Wang Preston’s subversive reworking of Friedrich offers a different relationship to the land. Hanging in the window of Messums Gallery in Londonentry point for her exhibition Three easier pieces. In her version of the image, the figure (the artist herself) is naked – buttocks exposed to the sub-zero temperatures of the South Pennines where the picture was taken. Wang Preston stood there as long as he could stand (10 minutes).

Part portrait, part witness In this solo extended performance (which will be repeated, with other people, for the rest of the year), the raw discomfort Wang Preston feels while standing naked in the snow, she said, is similar to what she feels as a Chinese woman encountering the exotic female nude bodies in canonical Western paintings. Instead of a promise of dominance, Wang Preston’s naked wanderer offers endurance and symbiosis with the land. Following the trajectory of ecofeministsWang Preston frames her “exotic” body in the landscape to indicate the way both have been degraded and dominated by the male gaze.

Clever and succinct reversals of art history continue in the exhibition, where Wang Preston does a lot in several large, lavish photographic reconstructions. There is great respect for Zhang Juan’s work since 1995 To add one meter to an anonymous mountain, in which 10 young Chinese artists lay naked on top of each other in protest. Wang Preston resumed work in Lancashire in August 2021 – after a year of lockdown – with local volunteers from all backgrounds. Gathering naked in nature was an act of liberation and solidarity; Wang Preston’s re-staging reads as both a celebration of diversity and a critique of British society and the bodies it excludes.

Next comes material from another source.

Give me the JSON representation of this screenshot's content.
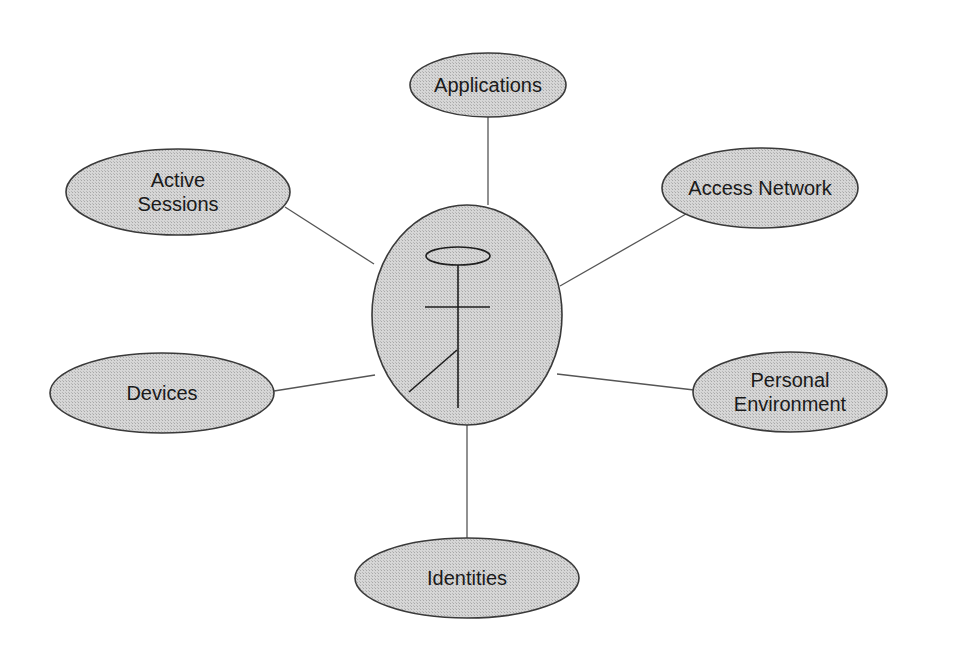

Glorious re-enactment… After Olympia, 1863, 2023 She. Photo: Jan Wang Preston

In three glorious performances of Manet’s Olympia, Wang Preston poses again nude as Manet’s model Victorine Meurent playing Olympia, then as Laure, the Black Maid who serves her, switching roles with a white male model—only when Wang Preston settles into Laure’s role, she doesn’t look with love Olympia, but stares at the camera again. Presented in opposition to one another, the effects of nudity, pose, and gaze play with the power dynamics inherent in the original image. A third version omits the figures as ellipsis, allowing us to understand how the staging and details of this work fit into this pictorial ideal of modernity, which equates the bodies of prostitutes and enslaved people with the luxurious, exotic flowers and fabrics that surround them.

“Wang Preston Stares at the Camera Again” … After Olympia, 1863, 2023 He. Photo: Jan Wang Preston

Wang Preston transforms Manet’s bouquets according to Chinese floral traditions to reveal the connection between the history of the peony (the star of Manet’s bouquet, a sought-after and expensive flower in the 19th century) and slavery. The first tree peony was imported from China to Britain in 1789 – shortly before the breadfruit tree was exported to Jamaica from Tahiti to feed enslaved sugar plantation workers. Both projects were led by the English botanist Joseph Banks – which supplies most of the plants for Kew Gardens.

An ellipsis that focuses on detail… After Olympia, 1863, scene 2023. Photo: Jan Wang Preston

Previous works by Preston have dealt with the complexities of migration through the literal entanglement of roots – plants that are considered ‘non-native’ but which thrive despite their new conditions, and how colonialism has been implicated in the categorization of plant life, deciding what is ‘wild’ ‘ or ‘weed’ as part of a project of dominance and control. Yet plants, like bodies, do not always obey—they weave into natural ecologies, create hybrids, and flourish.

This new collection of works is a more direct, confrontational and bold look at the relationship between land and bodies. Using photography to reconstruct iconic paintings has been done before – but Wang Preston does it with precision, confidence and clarity. This exhibition is also about a woman standing on the ground, against the elements, in the face of an environment that is often hostile to her body. But if history is made in images – it can also be remade in images.